▶ Work required
Retype nothing except the lines below from the one with "The width and" through the one with "What do you see at coordinates (486, 154)", exactly, with images left out.

▶ Source material
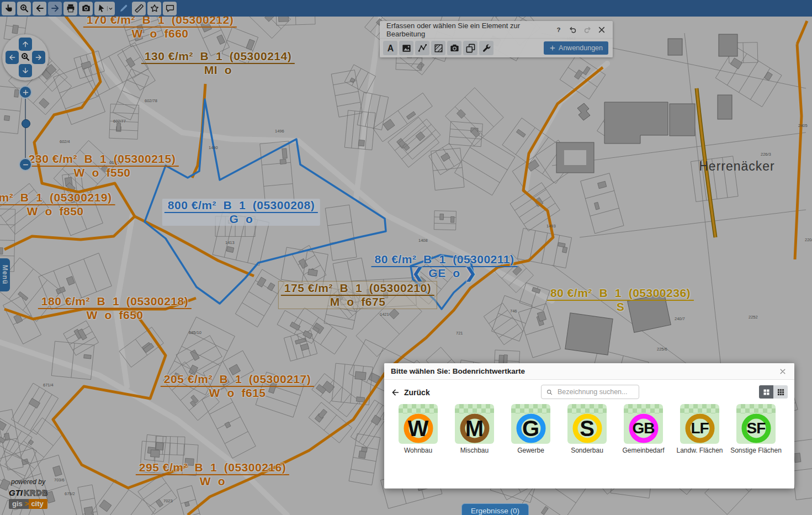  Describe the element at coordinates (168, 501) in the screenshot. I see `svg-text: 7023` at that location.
...
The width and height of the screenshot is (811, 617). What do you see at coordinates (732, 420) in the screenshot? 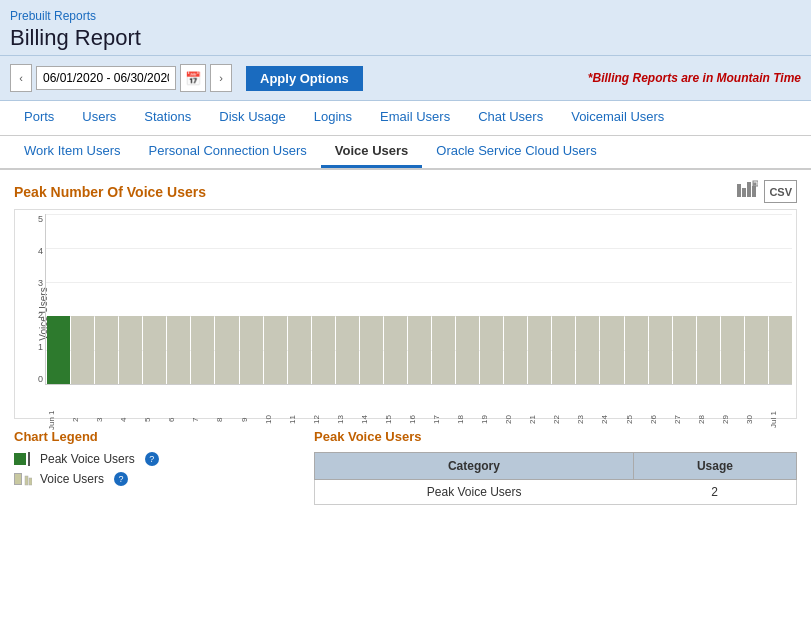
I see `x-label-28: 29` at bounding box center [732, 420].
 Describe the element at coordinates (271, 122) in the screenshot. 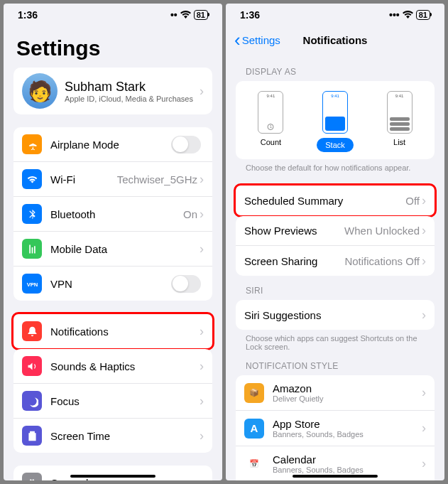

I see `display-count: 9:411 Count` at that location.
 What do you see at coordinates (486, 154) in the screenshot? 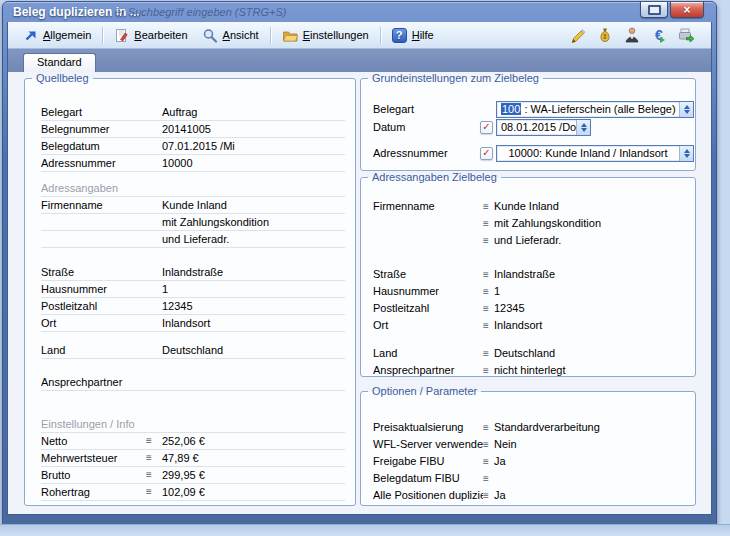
...
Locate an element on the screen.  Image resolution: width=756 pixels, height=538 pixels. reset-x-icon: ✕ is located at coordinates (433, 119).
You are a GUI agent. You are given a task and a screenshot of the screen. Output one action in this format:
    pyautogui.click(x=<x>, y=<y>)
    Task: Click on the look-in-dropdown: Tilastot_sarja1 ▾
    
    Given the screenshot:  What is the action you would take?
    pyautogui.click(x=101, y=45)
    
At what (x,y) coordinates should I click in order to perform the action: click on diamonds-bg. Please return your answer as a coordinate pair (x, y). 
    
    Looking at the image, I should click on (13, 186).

▶ Answer space
The width and height of the screenshot is (811, 617). What do you see at coordinates (732, 420) in the screenshot? 
I see `x-label-28: 29` at bounding box center [732, 420].
 Describe the element at coordinates (271, 122) in the screenshot. 

I see `display-count: 9:411 Count` at that location.
 What do you see at coordinates (486, 154) in the screenshot? 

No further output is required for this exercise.